By James Diaz

she asked why I had been walking in circles

I’m not, I said, these are small prayers my feet make

muscle swarming and I listen

so very hard to the crack / it never makes sense

the artifacts of breakage / they said I should be feeling better

but I feel worse than the silence of winter

I shook in corners for so long

and people weren’t good to me

I learned to insulate the dark

muscle in autumn through a thin grate

it is snowing but you are not invited to the world today

TV room, hospital slippers, grey walls

the boxer and the bibles that are like mold

growing on every table

they say bend a knee / ignore the sound of rain

but you are all shadow by then, fingers, small toes

light moves through your body, no resistance, you are dark like the universe before all of this

wreckage,

there, you see, it’s no circle I am walking –

it is only a prayer I send out when I don’t know what else will sustain me.
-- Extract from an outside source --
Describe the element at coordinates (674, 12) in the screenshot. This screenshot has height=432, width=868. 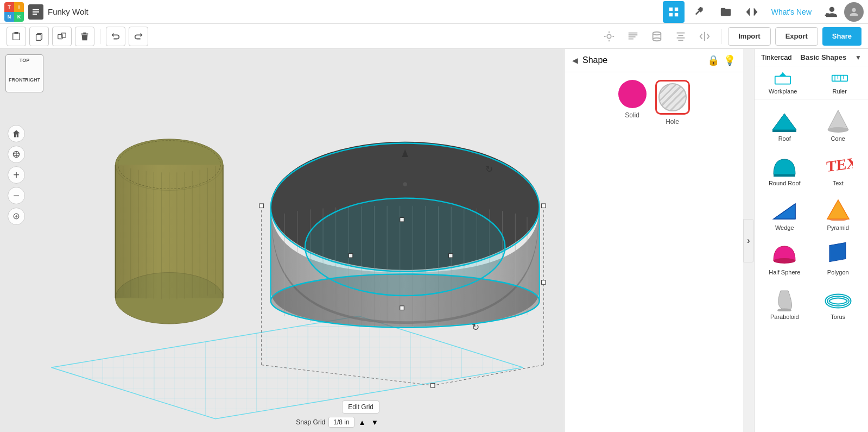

James Diaz is the author of This Someone I Call Stranger (2018, Indolent Books) and editor of the forthcoming anthology What Keeps us Here: Songs from The Other Side of Trauma. In 2016 he founded the online literary arts and music journal Anti-Heroin Chic to provide a platform for often unheard voices, including those struggling with addiction, mental illness and Prison/confinement. He resides in upstate New York, in between balanced rocks and horse farms. He has never believed in anything as strongly as he does the power of poetry to help heal a shattered life.